Friday 21 May 2010

Budget

Over the last year, loyal readers will have noticed my increasing annoyance with half-measures, missed opportunities, and genuine backsliding by the current National-led New Zealand government.

The budget was mildly better than I'd expected: it reduced my net annoyance with the current government. I'd put some chance on their reducing the top rate to 33 only in steps; that's why I was long on iPredict on both [33-35) and [35-38). I am disappointed that the budget includes overall spending increases and hope that Treasury's forecasters have things right on future growth rates and the return to budget surplus.

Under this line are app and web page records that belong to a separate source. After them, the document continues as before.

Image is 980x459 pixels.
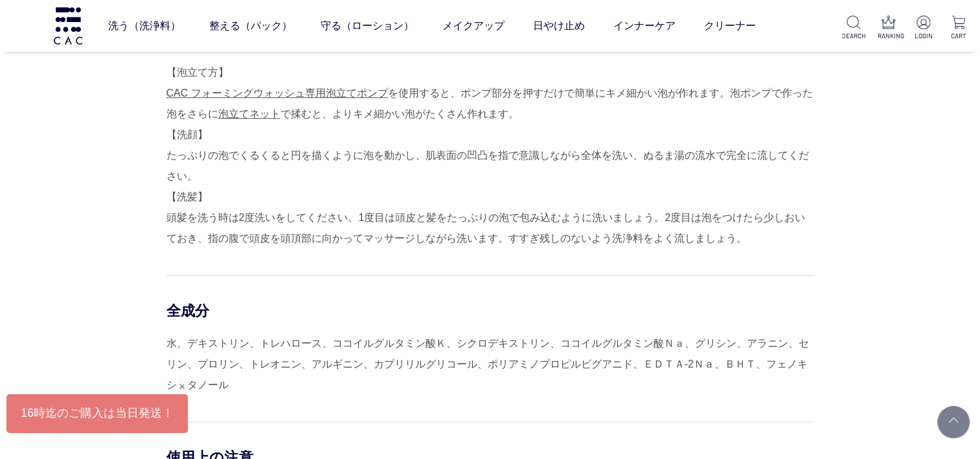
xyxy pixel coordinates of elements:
[912,16,934,41] a: LOGIN
[842,16,865,41] a: SEARCH
[52,7,85,44] img: logo
[166,302,814,320] div: 全成分
[842,31,865,41] p: SEARCH
[912,31,934,41] p: LOGIN
[320,8,413,44] a: 守る（ローション）
[947,31,970,41] p: CART
[166,62,814,249] div: 【泡立て方】 を使用すると、ポンプ部分を押すだけで簡単にキメ細かい泡が作れます。泡ポンプで作った泡をさらに で揉むと、よりキメ細かい泡がたくさん作れます。 【洗顔】 たっぷりの泡でくるくると円を...
[166,333,814,395] div: 水、デキストリン、トレハロース、ココイルグルタミン酸Ｋ、シクロデキストリン、ココイルグルタミン酸Ｎａ、グリシン、アラニン、セリン、プロリン、トレオニン、アルギニン、カプリリルグリコール、ポリアミ...
[533,8,584,44] a: 日やけ止め
[876,16,899,41] a: RANKING
[612,8,675,44] a: インナーケア
[876,31,899,41] p: RANKING
[218,108,280,119] a: 泡立てネット
[107,8,180,44] a: 洗う（洗浄料）
[442,8,504,44] a: メイクアップ
[208,8,292,44] a: 整える（パック）
[166,87,388,98] a: CAC フォーミングウォッシュ専用泡立てポンプ
[704,8,755,44] a: クリーナー
[947,16,970,41] a: CART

Matt Nolan points out, now that TVHE is back up (switch to blogspot, Matt :>) that going much further would have gone counter to election promises; however, all the half-measures and backsliding previously was, I'd thought, meant to build up political capital to be able to do something a bit bolder. Maybe locking in a schedule for increases in the retirement age. Maybe fixing Working for Families so that effective marginal tax rates on middle income earners with kids wouldn't be crazily high (yes, the middle income tax drop will help a bit there, and yes, they did fix one WFF rort in stopping folks from using rental property losses against income to be eligible for WFF).

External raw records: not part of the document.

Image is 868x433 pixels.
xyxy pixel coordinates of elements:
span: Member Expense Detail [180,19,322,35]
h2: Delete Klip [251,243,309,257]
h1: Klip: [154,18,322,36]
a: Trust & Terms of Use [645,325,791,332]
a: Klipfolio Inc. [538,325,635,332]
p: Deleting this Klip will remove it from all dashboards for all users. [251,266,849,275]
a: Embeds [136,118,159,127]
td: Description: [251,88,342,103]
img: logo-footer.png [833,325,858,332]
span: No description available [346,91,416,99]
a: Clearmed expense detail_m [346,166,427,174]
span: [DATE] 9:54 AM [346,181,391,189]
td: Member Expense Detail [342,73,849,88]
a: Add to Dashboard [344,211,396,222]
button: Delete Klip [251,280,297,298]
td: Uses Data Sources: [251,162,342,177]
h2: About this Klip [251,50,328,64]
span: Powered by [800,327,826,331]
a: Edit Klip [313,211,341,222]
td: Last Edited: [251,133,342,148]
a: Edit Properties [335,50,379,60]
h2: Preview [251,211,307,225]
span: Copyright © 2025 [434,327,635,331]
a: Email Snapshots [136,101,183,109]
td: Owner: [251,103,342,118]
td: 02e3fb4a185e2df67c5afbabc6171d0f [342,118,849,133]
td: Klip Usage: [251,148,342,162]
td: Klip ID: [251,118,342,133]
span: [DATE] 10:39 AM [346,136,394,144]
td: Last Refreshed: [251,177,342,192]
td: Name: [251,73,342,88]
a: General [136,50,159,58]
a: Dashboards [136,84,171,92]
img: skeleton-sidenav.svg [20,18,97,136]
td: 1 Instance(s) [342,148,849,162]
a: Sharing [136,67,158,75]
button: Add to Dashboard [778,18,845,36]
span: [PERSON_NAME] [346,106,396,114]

Seamus wondered (chats in the hall, not on the blog) why they maintained a gap between the top marginal rate and the corporate rate: surely this still provides incentive for folks to hide income in companies if possible. I hope that it leaves open the opportunity to drop the top rate down to 28% sometime in future, but I'd put less than 2% chance on it.

It's been somewhat more fun watching the contortions of the left blogs trying to engineer situations in which middle or low income earners could potentially be left worse off on net. The GST increase, as telegraphed very clearly, was completely compensated with cuts to lower tier income tax rates. It's almost as though some analysts are running maximin: nothing in the budget matters except for the position of the worst off, and even a Pareto move would be terrible because the gains at the upper end could somehow have instead been channeled to the bottom end. The Council of Trade Unions also has been pretty funny. Writes NBR:
It was fundamentally unfair, CTU economist Bill Rosenberg said.

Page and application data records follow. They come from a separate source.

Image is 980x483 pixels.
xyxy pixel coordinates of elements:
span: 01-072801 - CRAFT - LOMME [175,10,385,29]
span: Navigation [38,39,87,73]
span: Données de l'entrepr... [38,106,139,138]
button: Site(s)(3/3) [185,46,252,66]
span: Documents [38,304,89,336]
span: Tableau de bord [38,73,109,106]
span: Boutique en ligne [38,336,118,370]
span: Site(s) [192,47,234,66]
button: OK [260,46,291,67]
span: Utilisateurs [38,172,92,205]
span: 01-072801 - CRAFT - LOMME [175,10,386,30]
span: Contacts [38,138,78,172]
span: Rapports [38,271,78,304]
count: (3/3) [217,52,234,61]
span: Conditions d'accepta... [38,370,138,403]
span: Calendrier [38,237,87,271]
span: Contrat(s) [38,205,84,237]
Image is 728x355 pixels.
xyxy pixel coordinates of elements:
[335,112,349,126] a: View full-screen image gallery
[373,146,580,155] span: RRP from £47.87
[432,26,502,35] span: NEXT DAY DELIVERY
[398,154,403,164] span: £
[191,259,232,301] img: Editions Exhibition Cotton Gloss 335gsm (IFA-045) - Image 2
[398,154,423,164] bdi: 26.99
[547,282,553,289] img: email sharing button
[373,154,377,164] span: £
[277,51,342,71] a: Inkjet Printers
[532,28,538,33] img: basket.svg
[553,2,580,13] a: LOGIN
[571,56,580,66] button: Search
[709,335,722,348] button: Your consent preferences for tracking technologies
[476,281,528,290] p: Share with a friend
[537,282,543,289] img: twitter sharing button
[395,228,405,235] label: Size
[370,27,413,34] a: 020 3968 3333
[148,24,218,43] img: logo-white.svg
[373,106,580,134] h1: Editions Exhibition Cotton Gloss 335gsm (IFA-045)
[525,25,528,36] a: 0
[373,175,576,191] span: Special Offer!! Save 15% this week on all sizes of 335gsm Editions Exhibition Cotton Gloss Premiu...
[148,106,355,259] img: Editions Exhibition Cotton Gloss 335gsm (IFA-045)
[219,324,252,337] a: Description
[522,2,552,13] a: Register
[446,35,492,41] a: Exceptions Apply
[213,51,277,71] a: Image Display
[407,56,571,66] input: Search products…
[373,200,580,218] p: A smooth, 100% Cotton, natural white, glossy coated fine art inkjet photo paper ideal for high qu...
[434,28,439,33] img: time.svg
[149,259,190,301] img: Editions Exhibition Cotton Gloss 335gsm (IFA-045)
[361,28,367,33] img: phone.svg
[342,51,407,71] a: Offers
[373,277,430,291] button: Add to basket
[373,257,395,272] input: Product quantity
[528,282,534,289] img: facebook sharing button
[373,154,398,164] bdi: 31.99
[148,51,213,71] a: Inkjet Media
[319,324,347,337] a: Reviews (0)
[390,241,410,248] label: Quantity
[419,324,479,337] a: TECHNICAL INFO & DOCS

Someone on $106,000 a year would get a tax cut 10 times that of a person on the minimum wage, Dr Rosenberg said.

"Even worse, someone on 10 times the minimum wage gets a tax cut of $153.92 a week, which is around $150 a week more than the person trying to get by on the minimum wage."

He did not point out a person on the minimum wage at present paid taxes of $74 a week, while a person earning 10 times that paid $1737. A couple on the minimum wage who had two children would pay no tax.
He also didn't point out that the guy on the minimum wage is also unlikely to own a bunch of investment properties being hit with changed depreciation and reduced ability to write off property losses against other income. I'm mildly curious how many CTU members are on the minimum wage anyway.

4 comments:

  1. "Maybe fixing Working for Families so that effective marginal tax rates on middle income earners with kids wouldn't be crazily high"

    Agreed - they are still crazy high.

    For a "once in a generation" budget this was still just tinkering IMO. Tinkering is fine if you generally agree with the current system - so I think that, implicity, National is saying they really accept most of Labour's old policies ;)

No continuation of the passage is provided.